The fully lit, edible Gingerbread City includes everything from a cinema, library, and school to a city farm and a museum.
Photo: Luke Hayes

Top Architects Design Incredible Gingerbread City at the V&A

Firms including Zaha Hadid Architects and Foster + Partners contributed to the innovative project

London’s Museum of Architecture enlisted an array of top architects, engineers, and designers to create a model of a “future city,” which is now on view at the famed V&A in South Kensington. The catch? It had to be made entirely of gingerbread.

The fully lit, edible Gingerbread City includes everything from a cinema, library, and school to a city farm, museum, sports stadium, and botanical gardens. There are skyscrapers, riverside homes, landmarks, green roofs, bridges, and bicycle lanes.
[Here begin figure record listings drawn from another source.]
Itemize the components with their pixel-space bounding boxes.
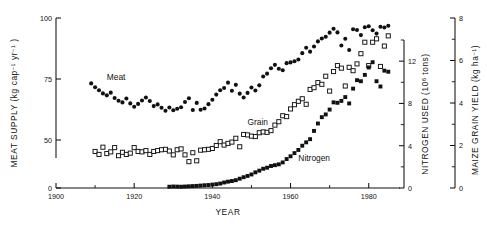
data-point bbox=[277, 120, 281, 124]
data-point bbox=[351, 69, 355, 73]
nitrogen-tick-label: 0 bbox=[408, 184, 412, 193]
data-point bbox=[288, 107, 292, 111]
data-point bbox=[367, 66, 371, 70]
data-point bbox=[304, 46, 308, 50]
data-point bbox=[343, 84, 347, 88]
data-point bbox=[269, 129, 273, 133]
data-point bbox=[253, 170, 257, 174]
data-point bbox=[378, 64, 382, 68]
data-point bbox=[203, 183, 207, 187]
data-point bbox=[230, 179, 234, 183]
data-point bbox=[312, 129, 316, 133]
data-point bbox=[339, 44, 343, 48]
x-tick-label: 1940 bbox=[204, 192, 220, 201]
data-point bbox=[363, 73, 367, 77]
data-point bbox=[371, 60, 375, 64]
data-point bbox=[296, 57, 300, 61]
series-meat bbox=[89, 24, 390, 113]
data-point bbox=[335, 30, 339, 34]
data-point bbox=[261, 75, 265, 79]
data-point bbox=[343, 37, 347, 41]
data-point bbox=[234, 136, 238, 140]
series-nitrogen bbox=[167, 60, 390, 188]
data-point bbox=[128, 151, 132, 155]
data-point bbox=[379, 85, 383, 89]
data-point bbox=[210, 98, 214, 102]
figure-container: 19001920194019601980YEAR10075500MEAT SUP… bbox=[0, 0, 487, 229]
data-point bbox=[374, 37, 378, 41]
data-point bbox=[308, 50, 312, 54]
data-point bbox=[320, 82, 324, 86]
data-point bbox=[324, 112, 328, 116]
data-point bbox=[101, 145, 105, 149]
data-point bbox=[199, 108, 203, 112]
data-point bbox=[265, 166, 269, 170]
data-point bbox=[288, 60, 292, 64]
x-tick-label: 1920 bbox=[126, 192, 142, 201]
data-point bbox=[136, 102, 140, 106]
data-point bbox=[374, 32, 378, 36]
data-point bbox=[105, 93, 109, 97]
maize-tick-label: 6 bbox=[459, 56, 463, 65]
data-point bbox=[304, 140, 308, 144]
data-point bbox=[320, 115, 324, 119]
data-point bbox=[347, 101, 351, 105]
data-point bbox=[351, 87, 355, 91]
data-point bbox=[343, 95, 347, 99]
meat-tick-label: 100 bbox=[40, 14, 52, 23]
data-point bbox=[97, 152, 101, 156]
maize-tick-label: 4 bbox=[459, 99, 463, 108]
data-point bbox=[191, 108, 195, 112]
data-point bbox=[265, 72, 269, 76]
data-point bbox=[187, 96, 191, 100]
data-point bbox=[89, 81, 93, 85]
data-point bbox=[328, 89, 332, 93]
maize-tick-label: 0 bbox=[459, 184, 463, 193]
data-point bbox=[116, 99, 120, 103]
meat-axis-title: MEAT SUPPLY (kg cap−1 yr−1 ) bbox=[9, 38, 19, 167]
data-point bbox=[144, 95, 148, 99]
series-label-meat: Meat bbox=[107, 72, 126, 82]
nitrogen-tick-label: 12 bbox=[408, 57, 416, 66]
nitrogen-tick-label: 4 bbox=[408, 142, 412, 151]
data-point bbox=[191, 151, 195, 155]
data-point bbox=[367, 24, 371, 28]
meat-tick-label: 50 bbox=[44, 136, 52, 145]
data-point bbox=[300, 51, 304, 55]
data-point bbox=[312, 86, 316, 90]
data-point bbox=[285, 61, 289, 65]
data-point bbox=[120, 100, 124, 104]
data-point bbox=[285, 157, 289, 161]
data-point bbox=[97, 88, 101, 92]
data-point bbox=[113, 96, 117, 100]
data-point bbox=[222, 86, 226, 90]
data-point bbox=[277, 162, 281, 166]
data-point bbox=[187, 160, 191, 164]
data-point bbox=[246, 174, 250, 178]
data-point bbox=[124, 96, 128, 100]
data-point bbox=[363, 40, 367, 44]
x-tick-label: 1960 bbox=[283, 192, 299, 201]
data-point bbox=[347, 48, 351, 52]
data-point bbox=[234, 83, 238, 87]
data-point bbox=[226, 180, 230, 184]
data-point bbox=[167, 105, 171, 109]
data-point bbox=[218, 88, 222, 92]
data-point bbox=[324, 74, 328, 78]
data-point bbox=[242, 95, 246, 99]
data-point bbox=[328, 108, 332, 112]
data-point bbox=[234, 178, 238, 182]
data-point bbox=[308, 137, 312, 141]
data-point bbox=[187, 184, 191, 188]
data-point bbox=[386, 24, 390, 28]
data-point bbox=[163, 109, 167, 113]
data-point bbox=[152, 104, 156, 108]
data-point bbox=[183, 153, 187, 157]
data-point bbox=[324, 35, 328, 39]
data-point bbox=[242, 175, 246, 179]
data-point bbox=[371, 28, 375, 32]
data-point bbox=[300, 144, 304, 148]
data-point bbox=[359, 79, 363, 83]
data-point bbox=[269, 164, 273, 168]
data-point bbox=[331, 70, 335, 74]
Based on a master plan developed by Tibbalds Planning and Urban Design, the miniature metropolis aims to champion sustainable design concepts and innovation on a smaller scale.

The sprawling Gingerbread City. Photo: Luke Hayes

Exhibition highlights include a futuristic High Line called SugarLoop by Apt—a green corridor with an elevated and twisted platform of light rail, cable car, cyclist, and pedestrian routes. Foster + Partners used a robot to construct a complex-shaped pavilion building. Holland Harvey Architects created a hopeful vision featuring a contemporary homeless shelter with community café, local shop, and affordable work space, which hopes to draw attention to the 7,500 people sleeping rough on the streets of London each year.

Recommended: See How the Royal Family Decorated for Christmas at Buckingham Palace

Hopkins Architects made a Bakewell Bridge, which features a design of continuous gingerbread men representing different cultures. Stanton Williams contributed a Museum of Architec-sugar. Candy waterfalls cascade over cliffs to drive a toffee turbine generating clean power at Stride Treglown’s Ice Cream Infirmary and Gingerbread Gardens. And Zaha Hadid Architects created an opera house inspired by the undulating layers so often found in the firm’s work.

“We need to be looking forward in terms of how we make our cities better for all that live and work in them,” Hilary Satchwell, director at Tibbalds Planning and Urban Design Ltd, said in a statement. “For Tibbalds this isn’t about some dystopian vision about the future but about how real places can work for all of us and how we can live in well-designed, attractive, and lively places—and ideally that are a bit more long-lasting than these gingerbread ones!”

See below for a closer look at Gingerbead City.

The third annual exhibition is open through January 6, 2019, at V&A South Kensington, Cromwell Road, London.

Cover: The fully lit, edible Gingerbread City includes everything from a cinema, library, and school to a city farm and a museum.